The Abbey Road Medley and Writing

Transitions and conclusions vex me, and I think many writers feel similarly. I know it matters that I carry my reader along with me from paragraph to paragraph, but I also don’t want to drag them. I’m looking for something between a sentence that begins with “Now I will transition…” and nothing at all.

Not that it’s so terrible to be direct, at least the first time. However, variety is the key if you really want to impress with style, and I think we can take the medley on the B-side of Abbey Road as an example of a variety of transitions. The Abbey Road Medley is a series of eight songs that transition easily from one to the next, but in different, creative ways. The first transition, from “You Never Give Me Your Money” to “Sun King” is possibly the most subtle. The song itself actually ends, in terms of the chords, rhythm and melody. All the voices and instruments fade away, until the listener is left with the sound of a strange little cricket.

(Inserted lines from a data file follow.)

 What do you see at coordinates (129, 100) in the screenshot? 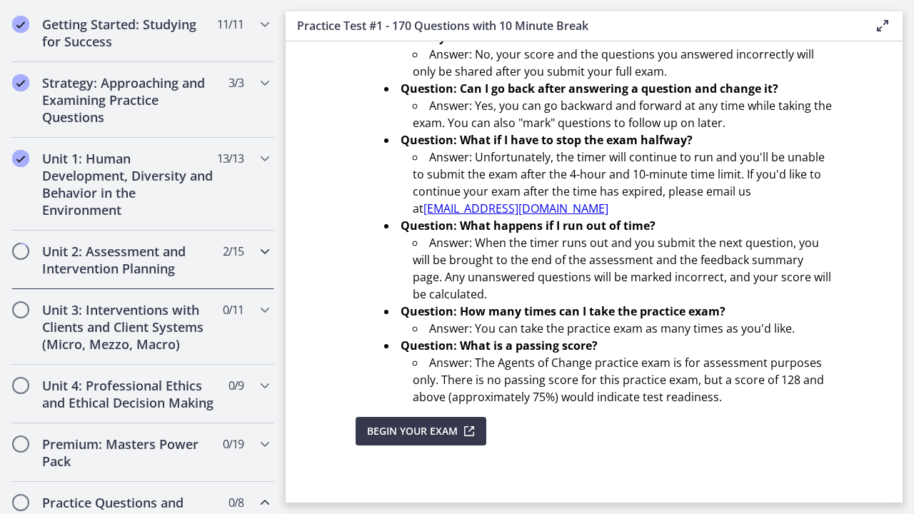
I see `h2: Strategy: Approaching and Examining Practice Questions` at bounding box center [129, 100].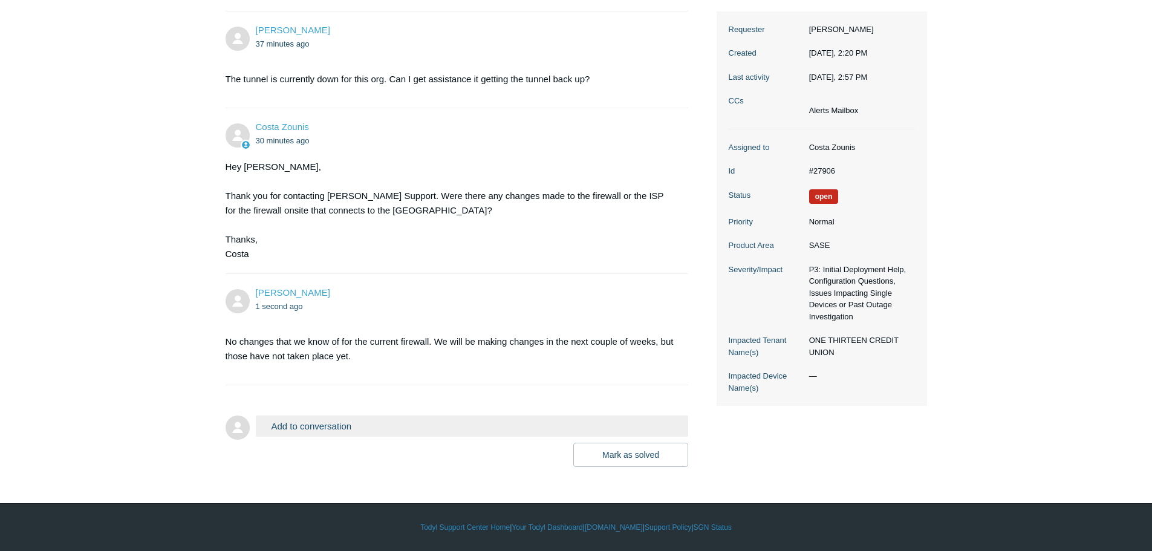 The image size is (1152, 551). I want to click on button: Add to conversation, so click(472, 426).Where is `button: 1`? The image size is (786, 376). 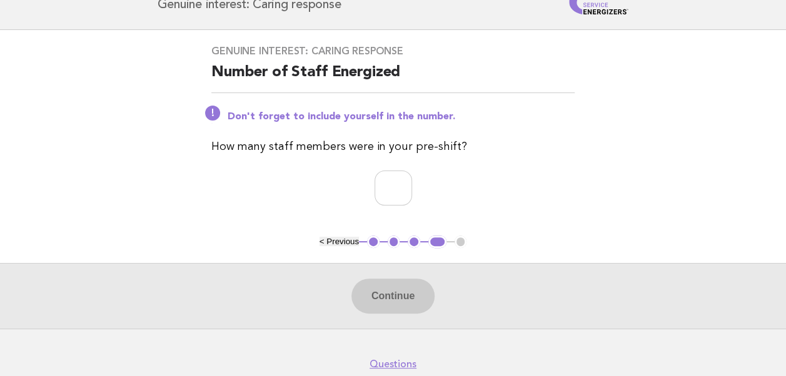 button: 1 is located at coordinates (373, 242).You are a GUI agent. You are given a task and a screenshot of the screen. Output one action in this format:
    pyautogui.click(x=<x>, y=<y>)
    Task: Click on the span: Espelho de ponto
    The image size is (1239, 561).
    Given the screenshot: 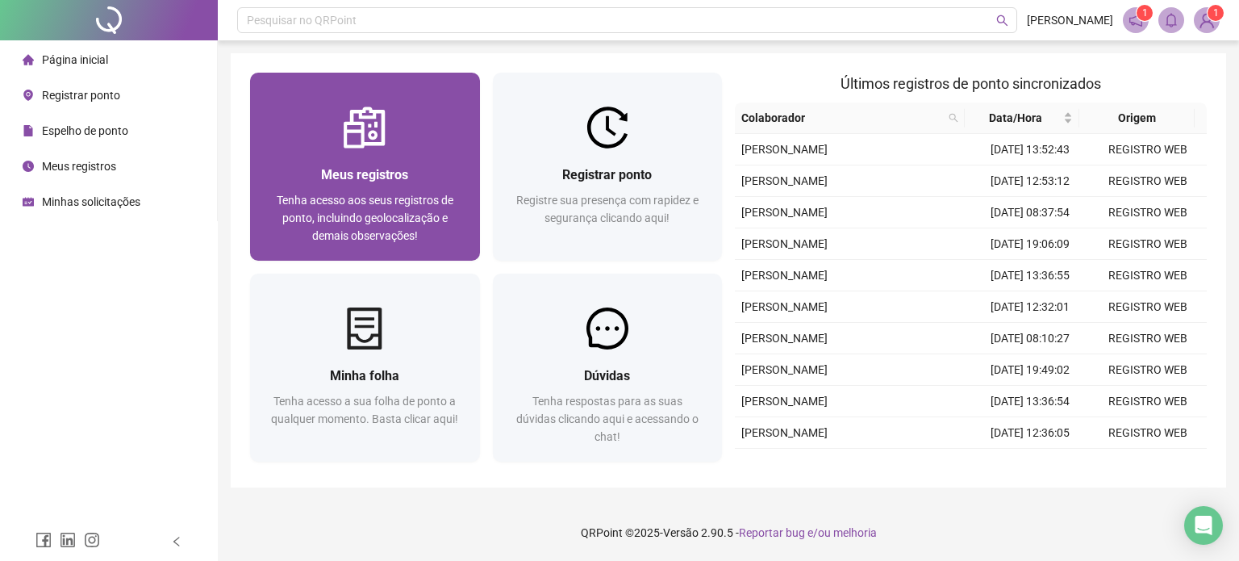 What is the action you would take?
    pyautogui.click(x=85, y=131)
     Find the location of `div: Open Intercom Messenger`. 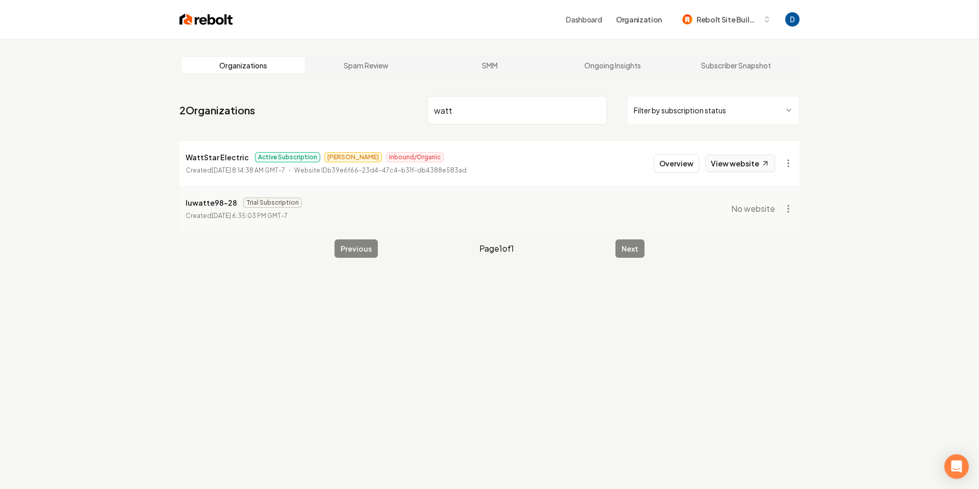

div: Open Intercom Messenger is located at coordinates (957, 466).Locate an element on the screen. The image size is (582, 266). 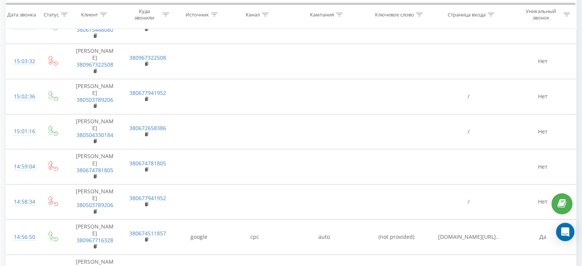
a: 380674511857 is located at coordinates (148, 233).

The cricket is a small detail, something irrelevant to the music. However, the cricket’s chirp continues across the break between the tracks, and just like that the group makes the transition. The Beatles can continue with “Sun King,” one of Lennon’s trippy, relaxed songs in the tradition of “Dear Prudence,” knowing that their listener is still with them. Being insinuated comfortably into this song makes a considerable difference. “Sun King” itself is droning and otherworldly, and written in nonsense Portuguese. This leaves us with the question of how to transition out.

The answer the Beatles gave was letting the last chord, the resolution, of “Sun King” run into the next song, “Mean Mr Mustard,” basically moving the break slightly into “Sun King.” Although “Mean Mr Mustard” now begins with a chord that is very misleading, that’s mostly a problem if you’re analyzing “Mean Mr Mustard” as a discrete song or listening to the song in reverse. As much as I like this track, I don’t know of anyone who listens to it that way. Interestingly, the ending is the exact opposite. “Mean Mr Mustard” simply ends.

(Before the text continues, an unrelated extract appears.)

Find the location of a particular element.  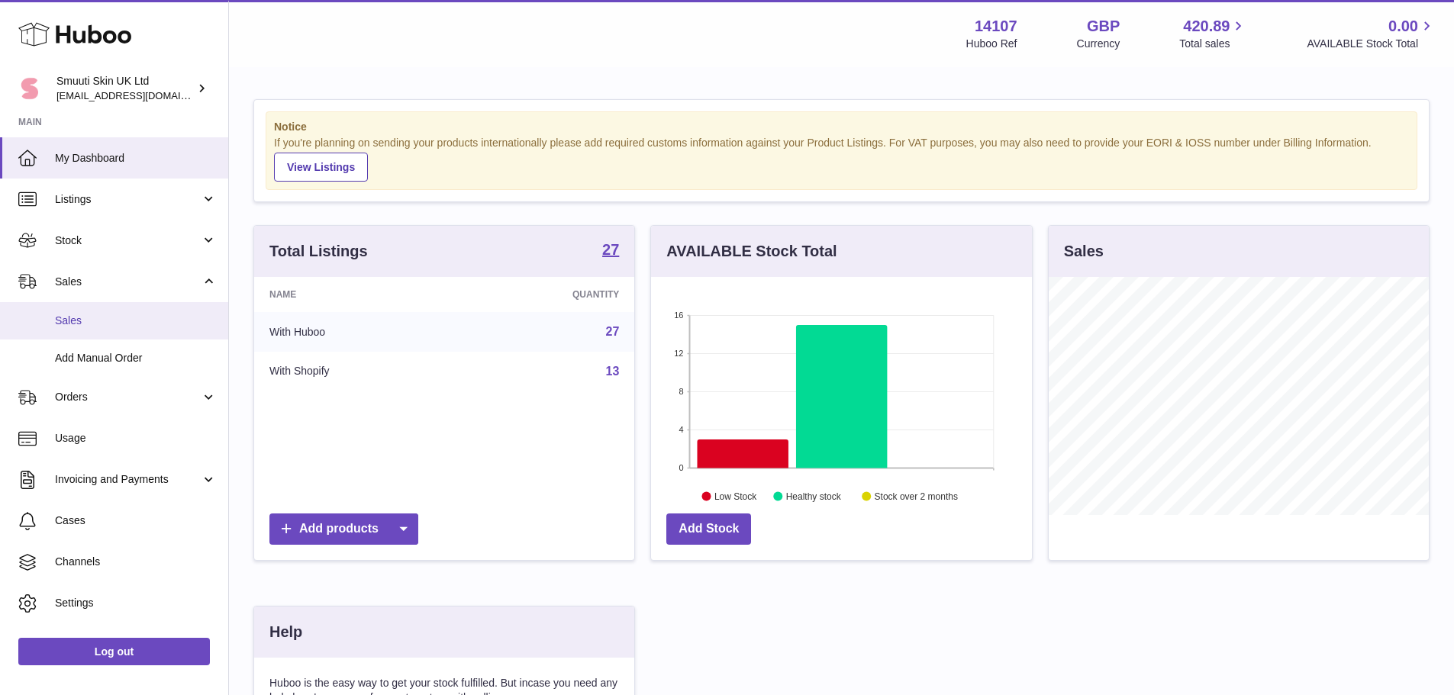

“Polythene Pam” begins abruptly. The listener knows another track must be coming because “Mean Mr Mustard” has concluded, so the next track, giving you no downtime whatsoever, gets right down to business with a hard and fast chord progression that comes back with the chorus. If every transition was this abrupt, the listener would be disoriented, but it’s refreshing as one form of transition among others.

Abbey Road

Much like sentence structure, I find the key to good transitions is variety. I’ve tried to use the medley from Abbey Road to demonstrate a few different ways to transition between paragraphs, and if you listen to the medley, you may be inspired by a few more I couldn’t articulate here. Hopefully you’ll even find some inspiration regarding conclusions.